An important point of social differentiation emerged, however, when the progressive left became the cultural left, which to many working people seemed to be insulated from everyday reality by the walls of higher learning institutions. As a result, those left-leaning intellectuals have often lost the public platforms that once mattered to their fellow working-class Americans. Consequently, a cultural divide has opened up within the country that has created a most precarious condition, which requires us to rethink what it must be like for a reluctant empire such as ours to exist without pulling itself apart with internal divisions.
It is important to recognize that due to the broader “secularization” of the Democratic Party and American liberalism, which quickly accelerated after the end of Cold War I in 1991, the increased division within society was so gradual that many did not see it coming. It is equally important to point out that the core values of the left, which once gave it substantial leverage in social negotiation, have fallen into what the right considers an abyss of irrelevancy or illegitimacy. This has been given particular force by the right’s aggressive prioritization of the so-called white, native-born, Christian identification over multiculturalism. At the same time, our geopolitical landscape has also changed, for what once was considered the West’s greatest strength—its awesome arsenal of democracy—was replaced around 1993 by a “From Containment to Enlargement” policy that followed the fall of Berlin Wall in 1988 and the collapse of the Soviet Union in 1991, leaving the US as the world’s sole superpower. This naturally brings to mind François Rabelais’s maxim, “The appetite grows with eating”—by which our foreign policy was firmly defined by the belief that liberal democracy and free-market capitalism had won permanently.

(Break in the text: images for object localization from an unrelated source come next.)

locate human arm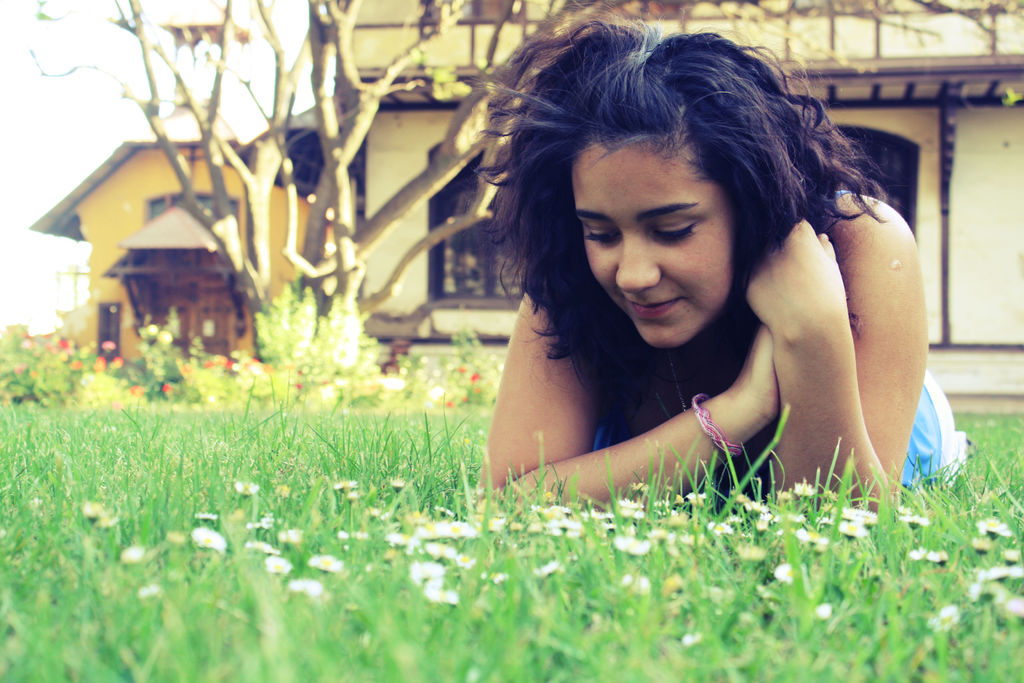
pyautogui.locateOnScreen(471, 277, 776, 513)
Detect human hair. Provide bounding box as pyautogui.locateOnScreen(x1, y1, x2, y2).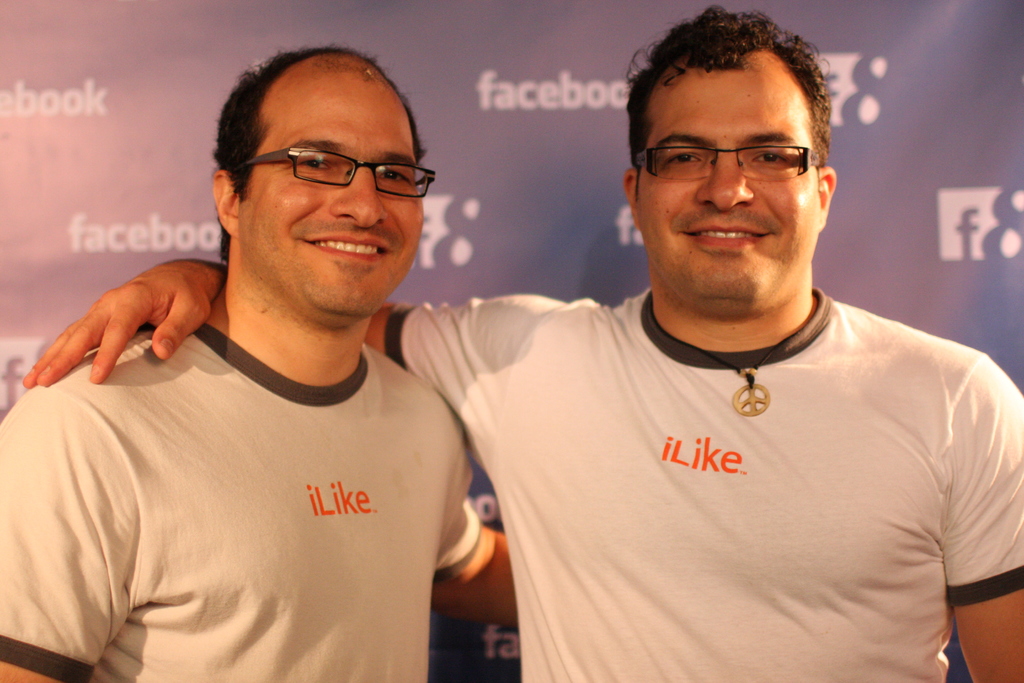
pyautogui.locateOnScreen(633, 23, 829, 199).
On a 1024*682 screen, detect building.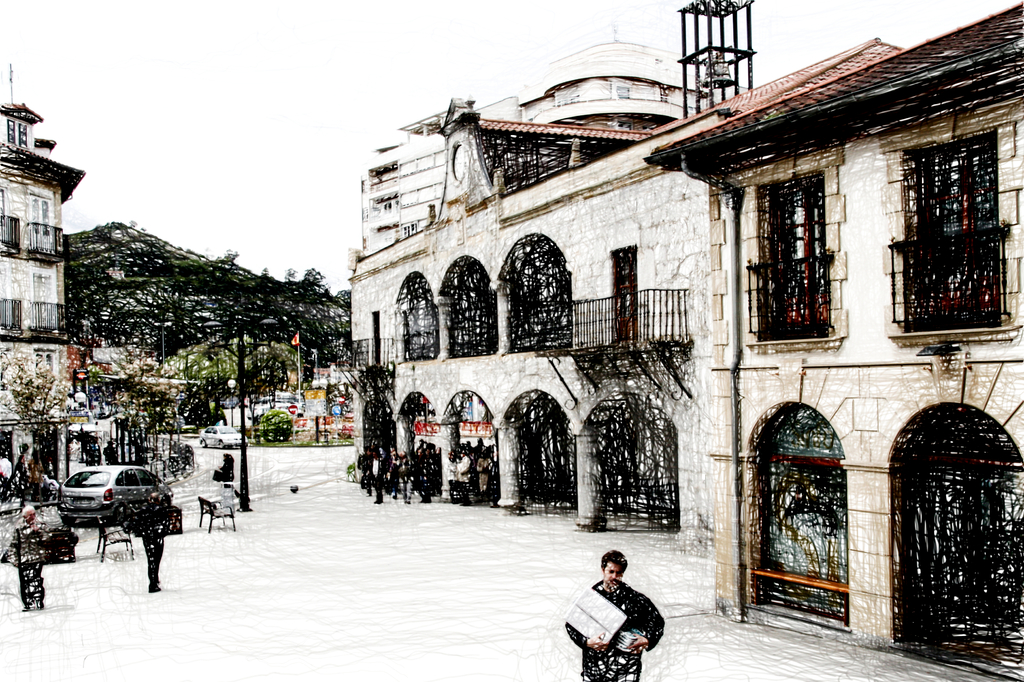
x1=0, y1=103, x2=84, y2=485.
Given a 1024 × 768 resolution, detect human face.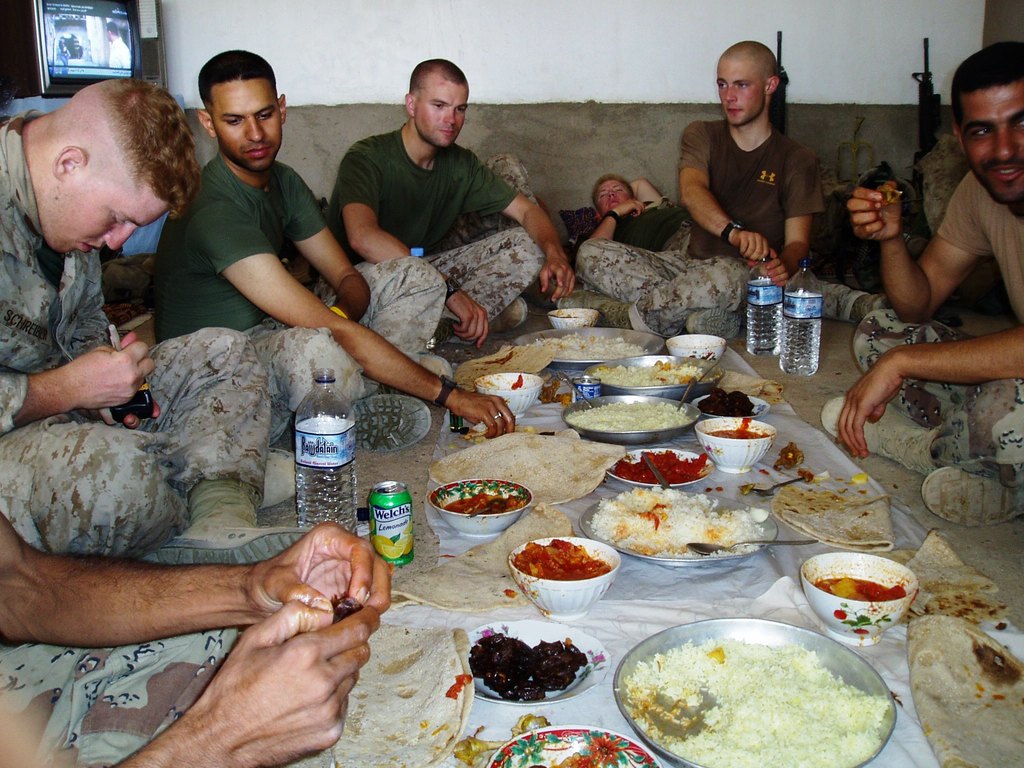
(962,83,1023,199).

But in fact, continual effort is needed to maintain democracy, and also enough flexibility of thought and policy to develop in a positive way as circumstances change. If we believe America is an ongoing experiment, as it has been since the beginning—admired for the way in which it has constantly fought for freedom—then what we must at all costs avoid is accepting its opposite—namely, un-freedom. Both the right and the left can take advantage of state power, or presidential power, but the idea of some balance always remains, even in such extreme previous times that prevailed under ideologically different leaders, such as with the cases of Andrew Jackson and Franklin D. Roosevelt, and between Ronald Reagan, George H.W. Bush, Bill Clinton, George W. Bush, Barack Obama, Joe Biden, and now Donald J. Trump—all of whom were to some extent personifications of their own particular kinds of governance and successes and failures.

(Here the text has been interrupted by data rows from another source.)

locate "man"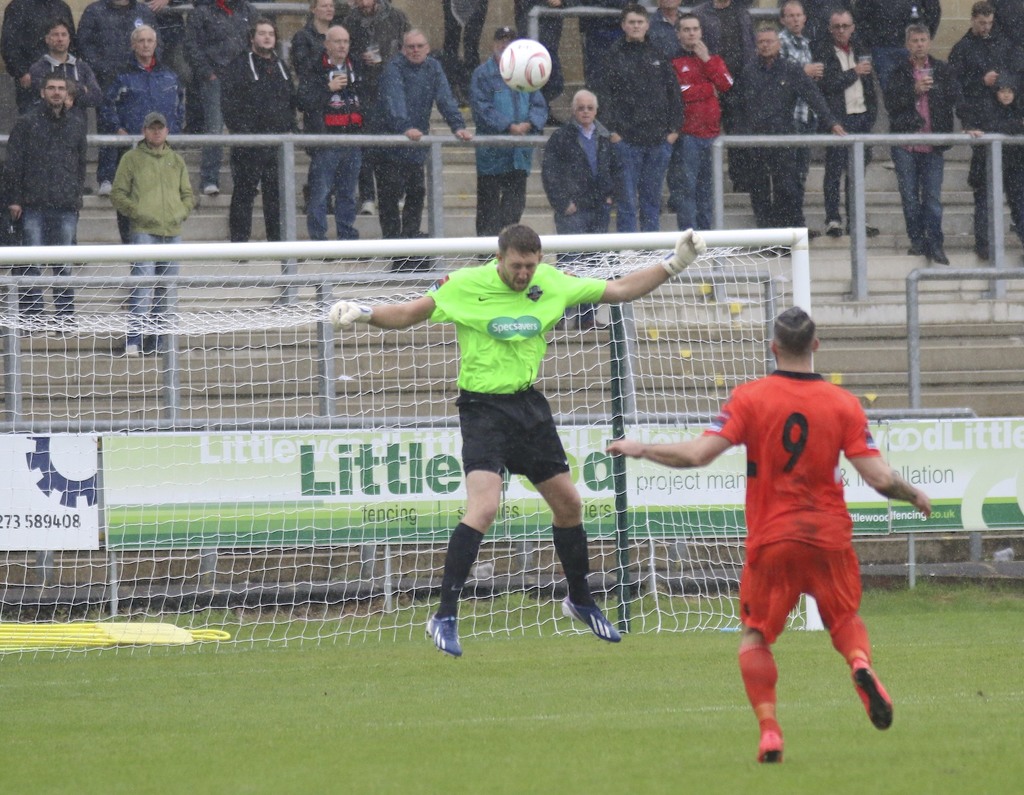
342/0/413/199
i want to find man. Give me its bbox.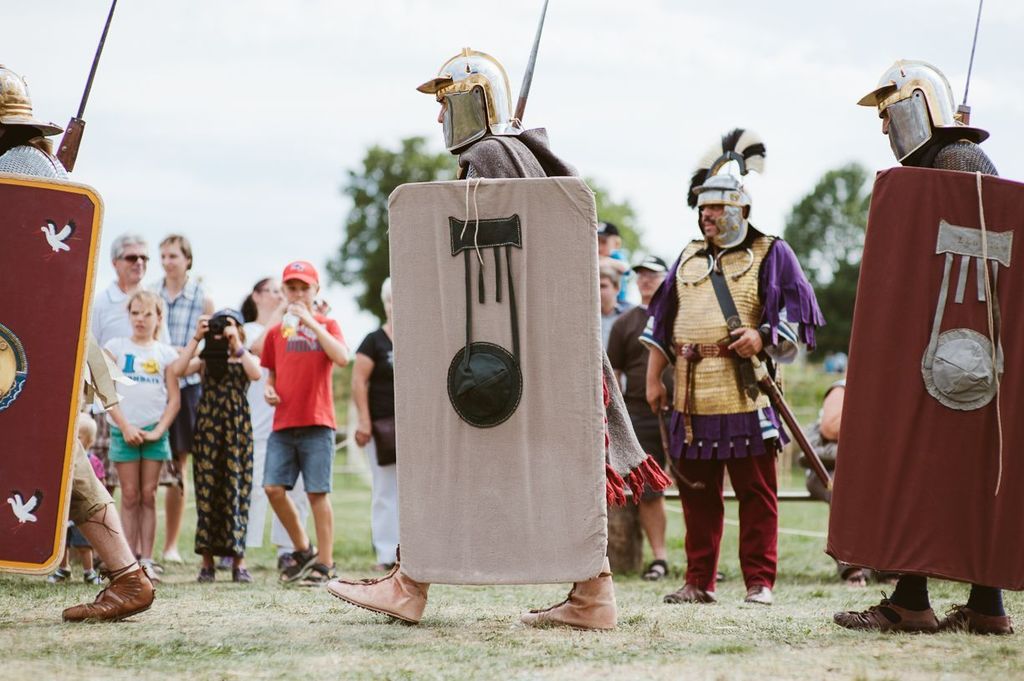
<box>0,63,162,624</box>.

We the people, citizens of the United States of America, are empowered indeed with our own agencies to elect whoever we feel is worthy to represent our voices and concerns. As James Baldwin once famously stated, “I love America more than any other country in the world and, exactly for this reason, I insist on the right to criticize her perpetually.” We can in fact evoke Henry David Thoreau’s “Civil Disobedience,” from which he argues that all of America’s successes have been the result of the American people instead of the American government. We should all remember that a standing government can be perverted and corrupted to serve the ambitions of a few powerful people instead of all people; hence, it’s in our collective interest to recorrect our mistakes and our failures, and constantly recalibrate our intense focus on rebuilding our social capital at all cost, as our counter-friction against any form and shape of autocracy.

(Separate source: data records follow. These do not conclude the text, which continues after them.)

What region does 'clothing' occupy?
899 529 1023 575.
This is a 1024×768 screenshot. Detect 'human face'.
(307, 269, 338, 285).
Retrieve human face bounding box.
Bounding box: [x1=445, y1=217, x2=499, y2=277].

Onward, upward with love, courage, and cosmic optimism as ever,
Phong H. Bui
P.S. This issue is dedicated to Theodore S. Berger (1940–2026), the most brilliant advocate and unwavering champion for the arts and social justice and a mentor to many, whose impact has shaped generations of cultural and civic leaders; Jesse Jackson (1941–2026), Dr. Martin Luther King’s protégé, a legendary civil rights activist, politician, ordained Baptist minister, and one of the earliest LGBTQ rights activists; Frederick Wiseman (1930–2026), a legendary filmmaker and documentarian. Together, their contributions to our world were profoundly significant in all matters regarding freedom of expression while exploring American institutions for their inadequacies with incisive criticism. We are thrilled to welcome Anita Contini as a new member of the Rail’s Board of Directors, and Invar-Torre Hollaus as a new Editor-at-Large with enormous enthusiasm.
Phong H. Bui is the Publisher and Artistic Director of the Brooklyn Rail.